He survived. He took revenge. Now he is fourteen—and the war is only just beginning.
Kasyan, also known as Konstantin Ivanovich, a former screenwriter and tank officer trapped in the body of a thirteen-year-old teenager, survived a showdown with Fedka-Zver’s gang. But his ordeal is only beginning. His great-uncle (“ratnik”) takes him to Mensk, to the court of Prince Osteh. Instead of kitchen pots and slop, Koska faces a fate he could not even dare to dream about: he becomes the apprentice of Prince’s physician Yasep— a real helg who wields healing magic.
But Mensk is only a small fortress at the edge of a vast and merciless world. Autumn of 1380. The battle on the Kulikovo Field has just thundered; in the Grand Duchy of Lithuania, family feuds are boiling over; and at the borders, Teutonic knights roam. Prince Osteh decides to visit his uncle in Polotsk and takes Koska with him. The feast turns into a bloody nightmare: a revolt, betrayal, the slaughter of the prince’s retinue, and a desperate escape through the war-torn countryside.
Kasyan will have to choose between life and death more than once. He will shoot a crossbow at crusaders, treat the wounded, learn Latin from a Baltic physician, haggle with merchants, and, single-handed, wipe out a squad of Teutonic knights. He is only fourteen, but he has already understood the most important thing: in this world, it isn’t the strongest who survives—it’s the craftiest and most ruthless.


Problem to work on -> Search the material for the word "ylabel" and copy every line in which it occurs.

+ + +

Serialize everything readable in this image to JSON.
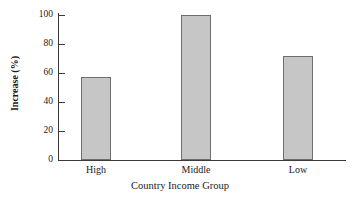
{
  "chart_data": {
    "type": "bar",
    "title": "",
    "xlabel": "Country Income Group",
    "ylabel": "Increase (%)",
    "categories": [
      "High",
      "Middle",
      "Low"
    ],
    "values": [
      57,
      100,
      72
    ],
    "ylim": [
      0,
      100
    ],
    "yticks": [
      0,
      20,
      40,
      60,
      80,
      100
    ],
    "ytick_labels": [
      "0",
      "20",
      "40",
      "60",
      "80",
      "100"
    ],
    "grid": false,
    "legend": null,
    "bar_color": "#c6c6c6",
    "bar_edge_color": "#6e6e6e",
    "axis_color": "#3a3a3a",
    "background": "#ffffff"
  }
}
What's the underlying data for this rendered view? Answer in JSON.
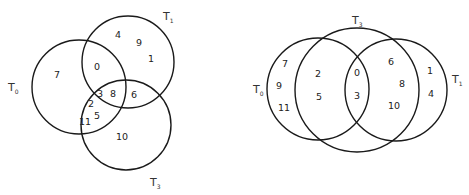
{
  "diagrams": [
    {
      "name": "left-venn",
      "sets": [
        {
          "label": "T",
          "sub": "0",
          "cx": 79,
          "cy": 87,
          "r": 47,
          "lx": 8,
          "ly": 91
        },
        {
          "label": "T",
          "sub": "1",
          "cx": 128,
          "cy": 62,
          "r": 46,
          "lx": 163,
          "ly": 20
        },
        {
          "label": "T",
          "sub": "3",
          "cx": 126,
          "cy": 125,
          "r": 45,
          "lx": 150,
          "ly": 186
        }
      ],
      "numbers": [
        {
          "v": "7",
          "x": 57,
          "y": 75
        },
        {
          "v": "4",
          "x": 118,
          "y": 35
        },
        {
          "v": "9",
          "x": 139,
          "y": 43
        },
        {
          "v": "1",
          "x": 151,
          "y": 59
        },
        {
          "v": "0",
          "x": 97,
          "y": 67
        },
        {
          "v": "3",
          "x": 100,
          "y": 94
        },
        {
          "v": "8",
          "x": 113,
          "y": 94
        },
        {
          "v": "6",
          "x": 134,
          "y": 95
        },
        {
          "v": "2",
          "x": 91,
          "y": 104
        },
        {
          "v": "5",
          "x": 97,
          "y": 116
        },
        {
          "v": "11",
          "x": 85,
          "y": 122
        },
        {
          "v": "10",
          "x": 122,
          "y": 137
        }
      ]
    },
    {
      "name": "right-venn",
      "sets": [
        {
          "label": "T",
          "sub": "0",
          "cx": 318,
          "cy": 89,
          "r": 51,
          "lx": 253,
          "ly": 93
        },
        {
          "label": "T",
          "sub": "3",
          "cx": 357,
          "cy": 90,
          "r": 62,
          "lx": 352,
          "ly": 24
        },
        {
          "label": "T",
          "sub": "1",
          "cx": 396,
          "cy": 90,
          "r": 51,
          "lx": 452,
          "ly": 83
        }
      ],
      "numbers": [
        {
          "v": "7",
          "x": 285,
          "y": 64
        },
        {
          "v": "9",
          "x": 279,
          "y": 86
        },
        {
          "v": "11",
          "x": 284,
          "y": 108
        },
        {
          "v": "2",
          "x": 318,
          "y": 74
        },
        {
          "v": "5",
          "x": 319,
          "y": 97
        },
        {
          "v": "0",
          "x": 357,
          "y": 73
        },
        {
          "v": "3",
          "x": 357,
          "y": 96
        },
        {
          "v": "6",
          "x": 391,
          "y": 62
        },
        {
          "v": "8",
          "x": 402,
          "y": 84
        },
        {
          "v": "10",
          "x": 394,
          "y": 106
        },
        {
          "v": "1",
          "x": 430,
          "y": 71
        },
        {
          "v": "4",
          "x": 431,
          "y": 94
        }
      ]
    }
  ]
}
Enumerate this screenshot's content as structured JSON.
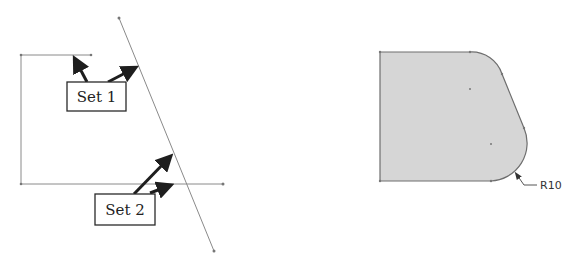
{
  "left_figure": {
    "description": "Sketch lines with two selection sets",
    "labels": [
      {
        "id": "set1",
        "text": "Set 1"
      },
      {
        "id": "set2",
        "text": "Set 2"
      }
    ]
  },
  "right_figure": {
    "description": "Filleted shaded profile",
    "dimension_label": "R10"
  },
  "colors": {
    "line": "#8a8a8a",
    "arrow": "#1e1e1e",
    "shape_fill": "#d6d6d6",
    "shape_stroke": "#6e6e6e"
  }
}
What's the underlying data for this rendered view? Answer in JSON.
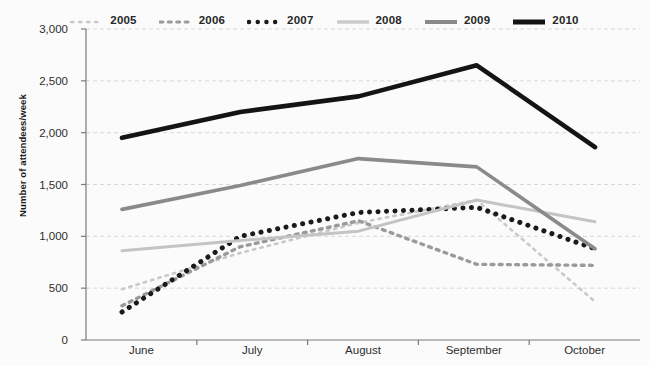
{
  "chart_data": {
    "type": "line",
    "title": "",
    "xlabel": "",
    "ylabel": "Number of attendees/week",
    "categories": [
      "June",
      "July",
      "August",
      "September",
      "October"
    ],
    "ylim": [
      0,
      3000
    ],
    "yticks": [
      0,
      500,
      1000,
      1500,
      2000,
      2500,
      3000
    ],
    "ytick_labels": [
      "0",
      "500",
      "1,000",
      "1,500",
      "2,000",
      "2,500",
      "3,000"
    ],
    "grid": true,
    "legend_position": "top-center",
    "series": [
      {
        "name": "2005",
        "values": [
          490,
          840,
          1130,
          1350,
          370
        ],
        "color": "#c9c9c9",
        "style": "dotted-fine",
        "swatch": "dotted-fine"
      },
      {
        "name": "2006",
        "values": [
          330,
          900,
          1150,
          730,
          720
        ],
        "color": "#9a9a9a",
        "style": "dotted-medium",
        "swatch": "dotted-medium"
      },
      {
        "name": "2007",
        "values": [
          270,
          1000,
          1230,
          1280,
          880
        ],
        "color": "#1a1a1a",
        "style": "dotted-bold",
        "swatch": "dotted-bold"
      },
      {
        "name": "2008",
        "values": [
          860,
          960,
          1050,
          1350,
          1140
        ],
        "color": "#c4c4c4",
        "style": "solid",
        "swatch": "solid-light"
      },
      {
        "name": "2009",
        "values": [
          1260,
          1490,
          1750,
          1670,
          880
        ],
        "color": "#8a8a8a",
        "style": "solid",
        "swatch": "solid-gray"
      },
      {
        "name": "2010",
        "values": [
          1950,
          2200,
          2350,
          2650,
          1860
        ],
        "color": "#141414",
        "style": "solid",
        "swatch": "solid-black"
      }
    ]
  },
  "axes": {
    "y_axis_color": "#7a7a7a",
    "x_axis_color": "#7a7a7a",
    "grid_color": "#d8d8d8"
  }
}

+ + +

Exercise result ->
    "ylabel": "Increase (%)",
    "ylabel": "Number of attendees/week",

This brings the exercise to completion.